Review by Bud Moore
Featuring Werner Herzog, Dominique Baffier, Jean Clottes,
Jean-Michel Geneste, Carole Fritz, Gilles Tosello, Wulf Hein,
Michel Philippe, Julien Monney, Nicholas Conard
Written by Werner Herzog & Judith Thurman
Certification UK U
Runtime 82 minutes
Directed by Werner Herzog
The Cave of Forgotten Dreams is both a very real place and a very metaphorical place. It exists in Chauvet caves in southern France, in the mind of Werner Herzog and within us all. Herzog has given himself the mission of exploring something which at the time of writing is the oldest known manifestation of human beings creating art. Using state of the art 3D cameras Herzog takes us into the caves, which are protected under French law and only ever seen by the geologists and anthropologists who care for and study them.
Rather than using a rigid documentary format, Herzog as ever searches for what he calls the ecstatic truth. He asks France's most famous truffle hunter to smell the cave and imagine what the artists would have felt, seen and believed as they painted the horses, bears, bison and the mammoths that roamed the Europe of the 30,000 years ago. He asks us to look inside the mind of the albino crocodiles and imagine how they think of art. Are the cave paintings as alien to them as our ancestors from the Upper Palaeolithic era are to us? What did the animals they painted mean to these people? Were they gods, did they think of them as family or food, how did they rationalise and structure the world around them. These are the questions that would pass through our minds if we ever had the chance to visit the caves, something we'll never be able to do.
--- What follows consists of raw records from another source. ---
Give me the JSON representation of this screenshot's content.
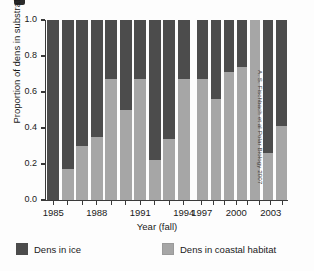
{
  "figure": {
    "credit": "A. S. Fischbach et al Polar Biology 2007"
  },
  "legend": {
    "items": [
      {
        "label": "Dens in ice",
        "color": "#4c4c4c",
        "key": "ice"
      },
      {
        "label": "Dens in coastal habitat",
        "color": "#a6a6a6",
        "key": "coastal"
      }
    ]
  },
  "chart_data": {
    "type": "bar",
    "subtype": "stacked-100-percent",
    "title": "",
    "xlabel": "Year (fall)",
    "ylabel": "Proportion of dens in substrate",
    "ylim": [
      0.0,
      1.0
    ],
    "ytick_labels": [
      "1.0",
      "0.8",
      "0.6",
      "0.4",
      "0.2",
      "0.0"
    ],
    "ytick_values": [
      1.0,
      0.8,
      0.6,
      0.4,
      0.2,
      0.0
    ],
    "xtick_labels": [
      "1985",
      "1988",
      "1991",
      "1994",
      "1997",
      "2000",
      "2003"
    ],
    "xtick_values": [
      1985,
      1988,
      1991,
      1994,
      1997,
      2000,
      2003
    ],
    "grid": false,
    "legend_position": "bottom",
    "gap_note": "No data for 1995 and 1996",
    "categories": [
      "1985",
      "1986",
      "1987",
      "1988",
      "1989",
      "1990",
      "1991",
      "1992",
      "1993",
      "1994",
      "1997",
      "1998",
      "1999",
      "2000",
      "2001",
      "2002",
      "2003",
      "2004"
    ],
    "series": [
      {
        "name": "Dens in coastal habitat",
        "color": "#a6a6a6",
        "values": [
          0.0,
          0.17,
          0.3,
          0.35,
          0.67,
          0.5,
          0.67,
          0.22,
          0.34,
          0.67,
          null,
          0.67,
          0.56,
          0.71,
          0.74,
          1.0,
          0.26,
          0.41
        ]
      },
      {
        "name": "Dens in ice",
        "color": "#4c4c4c",
        "values": [
          1.0,
          0.83,
          0.7,
          0.65,
          0.33,
          0.5,
          0.33,
          0.78,
          0.66,
          0.33,
          null,
          0.33,
          0.44,
          0.29,
          0.26,
          0.0,
          0.74,
          0.59
        ]
      }
    ],
    "groups": [
      {
        "name": "left-group",
        "categories": [
          "1985",
          "1986",
          "1987",
          "1988",
          "1989",
          "1990",
          "1991",
          "1992",
          "1993",
          "1994"
        ],
        "coastal": [
          0.0,
          0.17,
          0.3,
          0.35,
          0.67,
          0.5,
          0.67,
          0.22,
          0.34,
          0.67
        ],
        "ice": [
          1.0,
          0.83,
          0.7,
          0.65,
          0.33,
          0.5,
          0.33,
          0.78,
          0.66,
          0.33
        ]
      },
      {
        "name": "right-group",
        "categories": [
          "1997",
          "1998",
          "1999",
          "2000",
          "2001",
          "2002",
          "2003",
          "2004"
        ],
        "coastal": [
          0.67,
          0.56,
          0.71,
          0.74,
          1.0,
          0.26,
          0.41
        ],
        "ice": [
          0.33,
          0.44,
          0.29,
          0.26,
          0.0,
          0.74,
          0.59
        ]
      }
    ]
  }
}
Which is very much the point of filming them, and particularly filming the in 3D. While there are some very pointless 3D shots in the film, exaggerated vanishing points, and people standing a metre in front of the camera, with people walking 50 metres behind them, it is justified by the caves themselves. Where you can take in the curvature that has suggested the head of a horse, or a small nook that seems to be a shrine for the creature that has been immortalised there. As well as the monumental stalagmites that populate the cave that look eternal but are actually only half the age of the oldest painting.
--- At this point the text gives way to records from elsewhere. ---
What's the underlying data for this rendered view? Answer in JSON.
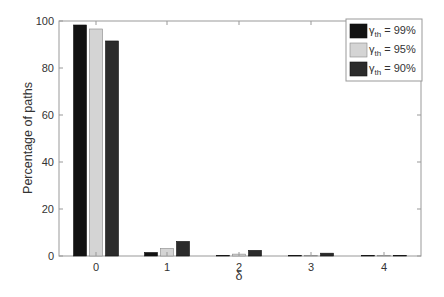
{
  "chart_data": {
    "type": "bar",
    "title": "",
    "xlabel": "δ",
    "ylabel": "Percentage of paths",
    "categories": [
      "0",
      "1",
      "2",
      "3",
      "4"
    ],
    "series": [
      {
        "name": "γth = 99%",
        "label_main": "γ",
        "label_sub": "th",
        "label_rest": " = 99%",
        "color": "#121212",
        "values": [
          98.3,
          1.5,
          0.2,
          0.0,
          0.0
        ]
      },
      {
        "name": "γth = 95%",
        "label_main": "γ",
        "label_sub": "th",
        "label_rest": " = 95%",
        "color": "#d4d4d4",
        "values": [
          96.6,
          3.2,
          0.8,
          0.1,
          0.0
        ]
      },
      {
        "name": "γth = 90%",
        "label_main": "γ",
        "label_sub": "th",
        "label_rest": " = 90%",
        "color": "#2b2b2b",
        "values": [
          91.5,
          6.2,
          2.4,
          1.2,
          0.1
        ]
      }
    ],
    "ylim": [
      0,
      100
    ],
    "yticks": [
      0,
      20,
      40,
      60,
      80,
      100
    ],
    "xticks": [
      0,
      1,
      2,
      3,
      4
    ],
    "grid": false,
    "legend_position": "upper right"
  }
}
Herzog's greatest strength as a film maker is his tenacity, which is one of the reasons he's made nearly 50 films over a forty year career. Many film makers have been refused permission to film in the Chauvet caves since their discovery in 1994 and initially he was, and it was only his insistence of becoming an employee of the French government, taking a salary of one euro a year, and paying tax on it that got him permission for the project. It seems somehow fitting that someone who has spent most of their adult life dreaming up images and re-imaging narrative film with his savants, insect colonies, dwarves, opera houses in jungles and beautiful deapan, cynical other worldly narration should be the only person who'll ever be allowed to film the first images that were ever put on a wall for others to contemplate.